IN THE day and age where women’s football is growing by the month, equality and inclusion has never been more important in football clubs.
Patty Kinnersly has sat on the Carlton board since 2018 and has seen a remarkable shift in the culture at the Blues since they integrated their AFLW team into regular planning at the Club.
Despite being one of the only female board members at the time, Kinnersly remarks that the board is all for shifting the ‘boys club’ mentality and creating an inclusive environment for both men and women.
“Personally I think the AFLW is a breath of fresh air through the AFL, that’s just the way I see it,” Kinnersly said.
“I can see that in a single Club at Carlton, where we are making decisions about the Club and our football teams, including our AFLW and our VFLW.”
A Carlton supporter since she was young, Kinnersly has always loved football, but seeing the impact that AFLW has made on the landscape has taken her love, commitment and drive to a whole new level.
To learn more about Carlton Respects, click here.
“I had done a little bit of professional work with Carlton [through Our Watch] and could see they were deliberately changing their culture and what they were committed to,” she said.
“We all know that if we’re going to change an organisation’s culture, that it needs commitment from the top, so from the board, the CEO, from its senior leadership and so forth.”
Kinnersly was directly involved with the initiation of the Carlton Respects program and was approached to join the board after her involvement with the campaign.
Abbie McKay provides a rundown of all things AFLW, as the Game Changers get set to return to the training track when pre-season begins. ?????
— Carlton Women's (@carltonfc_w) September 21, 2021
One of Kinnersly’s main priorities is the women's football program noting that it has been treated as importantly as the men's program, especially when it comes to the complete overhaul of IKON Park’s facilities.
“The masterplan to build a new stadium there had so much centred around, not how can we make it equal for women and men but how can we integrate, genuinely integrate,” she said.
“When you now go into our new change rooms, there is no difference between the mens and the women's and they are extraordinary and you can see and feel [the change].”
The influence a football club has can’t be understated and Kinnersly has attributed this to the support the AFLW has received in its first five seasons, with Clubs allowing people to view football in a whole different light.
“The sporting clubs have tens of thousands of members and more supporters, and when they do something, when they show leadership and commitment, it brings that whole group along,” she said.
“If you’re a Carlton person, you’re supporting that Carlton women’s team, and then accidentally without you even knowing, you fall in love with the players and you fall in love with the stories and then you get committed to the game.
“What we’re doing is breaking down the rigid stereotype, football is just a sport, and we’ve associated these male attributes to it.”
Kinnersly was able to break down her thinking and encourage others to attempt a mindset shift, going against ‘how things have always been done’ just for the sake of it.
“It’s sometimes just looking at what we think is normal and unpicking it, saying that actually doesn’t make sense,” she said.
“We live in a world with women and men, we work with women and men, we’ve got partners, we’re all in it together, so why would we segregate it that way?”
When asked when the AFL could see the first female CEO, Kinnersly remarked that she believed they were getting very close to seeing females in every capacity around football clubs in the very near future.
“I sit around the Carlton board table and I think it’s not far away, in terms of the thinking, not a gendered conversation, it’s about the skill set we need and what we’re trying to achieve,” she said.
“Talent, work ethic, intelligence, they are equally distributed between men and women, what’s not equally distributed is the opportunity, and how ridiculous is it that we lose so much talent just because we have ideas about what women and men should do.”
Listen to her full chat with Nicole Livingstone here.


- _What the task requires_:
From the data, return each line holding the word "dollars".

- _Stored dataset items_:
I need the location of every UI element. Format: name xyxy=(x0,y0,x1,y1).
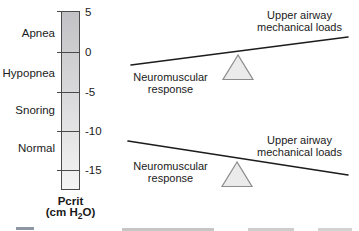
tick-line-neg10 xyxy=(57,131,80,132)
caption-fragment xyxy=(16,227,34,230)
upper-airway-loads-line1: Upper airway xyxy=(254,134,345,146)
neuromuscular-response-label-bottom: Neuromuscular response xyxy=(128,160,213,184)
tick-label-5: 5 xyxy=(85,5,119,19)
upper-airway-loads-label-top: Upper airway mechanical loads xyxy=(254,9,345,33)
category-label-snoring: Snoring xyxy=(0,104,55,117)
scale-units-prefix: (cm H xyxy=(46,206,78,218)
tick-line-5 xyxy=(57,11,80,12)
category-label-hypopnea: Hypopnea xyxy=(0,67,55,80)
tick-label-0: 0 xyxy=(85,45,119,59)
tick-line-neg15 xyxy=(57,170,80,171)
tick-label-neg10: -10 xyxy=(85,124,119,138)
caption-fragment xyxy=(318,228,352,231)
neuromuscular-response-line2: response xyxy=(128,83,213,95)
scale-units-suffix: O) xyxy=(82,206,95,218)
upper-airway-loads-line2: mechanical loads xyxy=(254,146,345,158)
neuromuscular-response-line1: Neuromuscular xyxy=(128,71,213,83)
neuromuscular-response-line2: response xyxy=(128,172,213,184)
tick-line-neg5 xyxy=(57,92,80,93)
caption-fragment xyxy=(122,228,214,231)
caption-fragment xyxy=(248,228,294,231)
pcrit-scale-bar xyxy=(61,11,80,190)
tick-line-0 xyxy=(57,52,80,53)
upper-airway-loads-line2: mechanical loads xyxy=(254,21,345,33)
tick-label-neg5: -5 xyxy=(85,85,119,99)
pcrit-balance-figure: Apnea Hypopnea Snoring Normal 5 0 -5 -10… xyxy=(0,0,359,231)
upper-airway-loads-label-bottom: Upper airway mechanical loads xyxy=(254,134,345,158)
upper-airway-loads-line1: Upper airway xyxy=(254,9,345,21)
tick-label-neg15: -15 xyxy=(85,163,119,177)
category-label-normal: Normal xyxy=(0,142,55,155)
scale-units: (cm H2O) xyxy=(25,206,116,223)
neuromuscular-response-line1: Neuromuscular xyxy=(128,160,213,172)
bottom-fulcrum-triangle-icon xyxy=(222,162,252,187)
category-label-apnea: Apnea xyxy=(0,27,55,40)
top-fulcrum-triangle-icon xyxy=(223,55,253,80)
neuromuscular-response-label-top: Neuromuscular response xyxy=(128,71,213,95)
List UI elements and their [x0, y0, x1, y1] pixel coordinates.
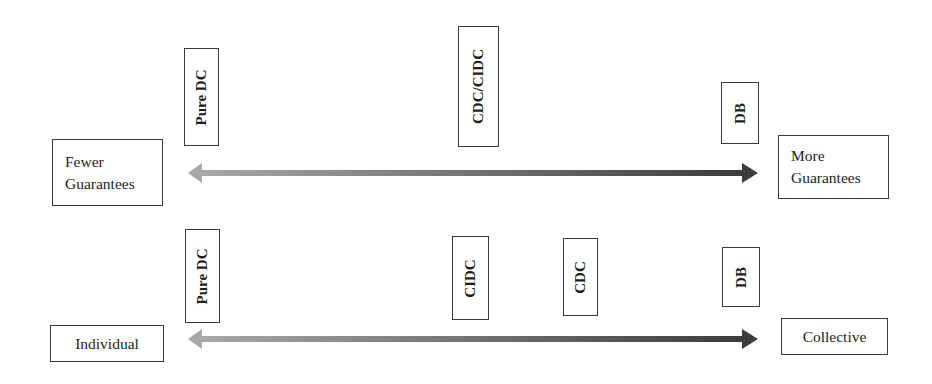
marker-db-bottom: DB	[722, 247, 760, 307]
fewer-guarantees-label: Fewer Guarantees	[52, 139, 163, 206]
collective-label: Collective	[781, 318, 888, 355]
marker-text: Pure DC	[194, 248, 211, 304]
label-text: Individual	[75, 333, 139, 355]
marker-text: DB	[732, 103, 749, 124]
marker-cdc-cidc-top: CDC/CIDC	[458, 26, 499, 147]
marker-pure-dc-bottom: Pure DC	[185, 229, 220, 323]
individual-label: Individual	[50, 325, 164, 362]
marker-text: Pure DC	[193, 69, 210, 125]
marker-db-top: DB	[721, 82, 759, 144]
marker-cdc-bottom: CDC	[563, 238, 598, 316]
marker-text: DB	[733, 267, 750, 288]
marker-pure-dc-top: Pure DC	[184, 48, 219, 146]
label-line-1: Fewer	[65, 151, 162, 173]
more-guarantees-label: More Guarantees	[778, 135, 889, 199]
top-double-arrow	[188, 163, 758, 183]
label-line-2: Guarantees	[791, 167, 888, 189]
marker-text: CIDC	[462, 259, 479, 297]
marker-text: CDC/CIDC	[470, 49, 487, 124]
marker-text: CDC	[572, 261, 589, 294]
label-text: Collective	[803, 326, 867, 348]
bottom-double-arrow	[188, 329, 758, 349]
label-line-1: More	[791, 145, 888, 167]
marker-cidc-bottom: CIDC	[452, 236, 489, 320]
label-line-2: Guarantees	[65, 173, 162, 195]
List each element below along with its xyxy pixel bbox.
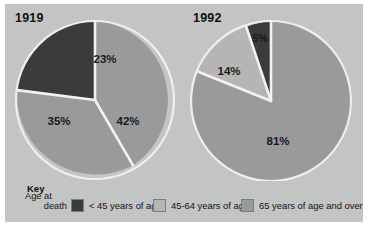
- pie-1919-label-left: 35%: [47, 115, 70, 127]
- chart-plate: 1919 23% 35%: [5, 4, 363, 222]
- legend-label-under-45: < 45 years of age: [89, 200, 162, 211]
- pie-1992-label-65plus: 81%: [266, 135, 289, 147]
- legend-subtitle-line2: death: [25, 202, 69, 212]
- pie-chart-1992: 5% 14% 81%: [188, 18, 354, 184]
- pie-chart-figure: 1919 23% 35%: [0, 0, 368, 228]
- legend-subtitle: Age at death: [25, 192, 69, 211]
- legend-label-65-plus: 65 years of age and over: [259, 200, 363, 211]
- legend-subtitle-line1: Age at: [25, 191, 52, 201]
- legend-item-45-64: 45-64 years of age: [153, 198, 249, 212]
- legend-swatch-65-plus: [241, 199, 254, 212]
- pie-1992-label-under45: 5%: [252, 32, 268, 44]
- legend-swatch-under-45: [71, 199, 84, 212]
- chart-panel-1919: 1919 23% 35%: [5, 4, 184, 189]
- legend-item-65-plus: 65 years of age and over: [241, 198, 363, 212]
- pie-1992-label-45-64: 14%: [217, 65, 240, 77]
- pie-1919-label-under45: 23%: [93, 53, 116, 65]
- legend-swatch-45-64: [153, 199, 166, 212]
- pie-1919-label-right: 42%: [116, 115, 139, 127]
- chart-panel-1992: 1992 5% 14%: [181, 4, 360, 189]
- legend-item-under-45: < 45 years of age: [71, 198, 162, 212]
- pie-1919-svg: 23% 35% 42%: [13, 18, 177, 182]
- legend: Key Age at death < 45 years of age 45-64…: [5, 181, 363, 222]
- legend-label-45-64: 45-64 years of age: [171, 200, 249, 211]
- pie-1992-svg: 5% 14% 81%: [188, 18, 354, 184]
- pie-1919-slice-under45: [17, 21, 95, 100]
- pie-chart-1919: 23% 35% 42%: [13, 18, 177, 182]
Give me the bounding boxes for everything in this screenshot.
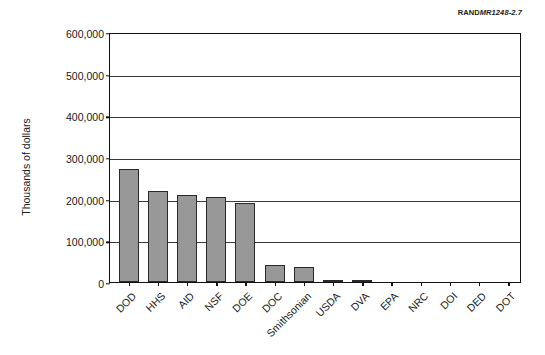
y-tick-label: 100,000: [66, 237, 104, 248]
bar-hhs[interactable]: [148, 191, 168, 282]
y-tick-label: 0: [98, 279, 104, 290]
x-tick-mark: [479, 282, 480, 286]
y-tick-label: 400,000: [66, 112, 104, 123]
x-tick-mark: [158, 282, 159, 286]
bar-slot: [348, 32, 377, 282]
bar-slot: [172, 32, 201, 282]
bars-layer: [110, 34, 520, 282]
bar-slot: [202, 32, 231, 282]
x-tick-mark: [362, 282, 363, 286]
x-tick-mark: [333, 282, 334, 286]
y-tick-label: 300,000: [66, 154, 104, 165]
x-tick-mark: [245, 282, 246, 286]
bar-slot: [318, 32, 347, 282]
bar-slot: [464, 32, 493, 282]
bar-slot: [289, 32, 318, 282]
y-tick-label: 200,000: [66, 195, 104, 206]
bar-slot: [260, 32, 289, 282]
bar-chart-figure: RANDMR1248-2.7 Thousands of dollars 600,…: [0, 0, 545, 355]
x-tick-mark: [421, 282, 422, 286]
y-axis-title: Thousands of dollars: [19, 37, 33, 297]
x-tick-mark: [216, 282, 217, 286]
x-tick-mark: [304, 282, 305, 286]
bar-nsf[interactable]: [206, 197, 226, 282]
bar-aid[interactable]: [177, 195, 197, 283]
bar-slot: [231, 32, 260, 282]
bar-slot: [494, 32, 523, 282]
x-tick-mark: [391, 282, 392, 286]
plot-area: 600,000500,000400,000300,000200,000100,0…: [109, 33, 521, 283]
bar-slot: [406, 32, 435, 282]
bar-slot: [143, 32, 172, 282]
x-tick-mark: [275, 282, 276, 286]
y-tick-label: 600,000: [66, 29, 104, 40]
x-tick-mark: [129, 282, 130, 286]
bar-slot: [377, 32, 406, 282]
bar-doe[interactable]: [235, 203, 255, 282]
bar-slot: [114, 32, 143, 282]
x-tick-mark: [187, 282, 188, 286]
bar-slot: [435, 32, 464, 282]
bar-dod[interactable]: [119, 169, 139, 282]
rand-source-tag: RANDMR1248-2.7: [458, 9, 522, 17]
x-tick-mark: [508, 282, 509, 286]
y-tick-mark: [106, 283, 110, 284]
y-tick-label: 500,000: [66, 70, 104, 81]
rand-brand-label: RAND: [458, 8, 480, 17]
x-tick-mark: [450, 282, 451, 286]
x-axis-labels: DODHHSAIDNSFDOEDOCSmithsonianUSDADVAEPAN…: [109, 289, 521, 355]
rand-document-id: MR1248-2.7: [480, 8, 522, 17]
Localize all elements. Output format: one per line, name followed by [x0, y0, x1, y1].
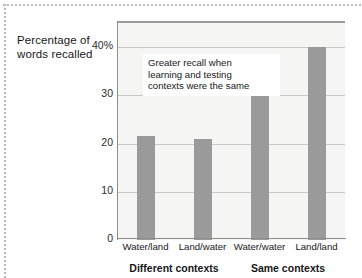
annotation-line-3: contexts were the same [148, 80, 276, 92]
group-label: Different contexts [129, 262, 218, 274]
dotted-border-left [4, 4, 6, 278]
y-tick-label-10: 10 [79, 184, 113, 196]
group-label: Same contexts [251, 262, 325, 274]
annotation-line-2: learning and testing [148, 69, 276, 81]
dotted-border-top [3, 4, 361, 6]
y-tick-label-40: 40% [79, 39, 113, 51]
y-tick-label-0: 0 [79, 232, 113, 244]
y-axis-line [117, 21, 118, 240]
y-axis-ticks: 010203040% [77, 21, 113, 238]
x-tick-label: Land/water [179, 241, 226, 252]
bar [308, 47, 326, 240]
bar [251, 91, 269, 240]
x-tick-label: Water/water [234, 241, 285, 252]
x-tick-label: Water/land [122, 241, 168, 252]
bar [194, 139, 212, 240]
figure-root: Percentage of words recalled 010203040% … [0, 0, 362, 278]
annotation-line-1: Greater recall when [148, 57, 276, 69]
y-tick-label-30: 30 [79, 87, 113, 99]
x-axis-line [117, 238, 346, 239]
chart-annotation: Greater recall when learning and testing… [143, 54, 280, 96]
y-tick-label-20: 20 [79, 136, 113, 148]
x-tick-label: Land/land [295, 241, 337, 252]
bar [137, 136, 155, 240]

- _Reply_:
bar-chart-figure: RANDMR1248-2.7 Thousands of dollars 600,…: [0, 0, 545, 355]
y-axis-title: Thousands of dollars: [19, 37, 33, 297]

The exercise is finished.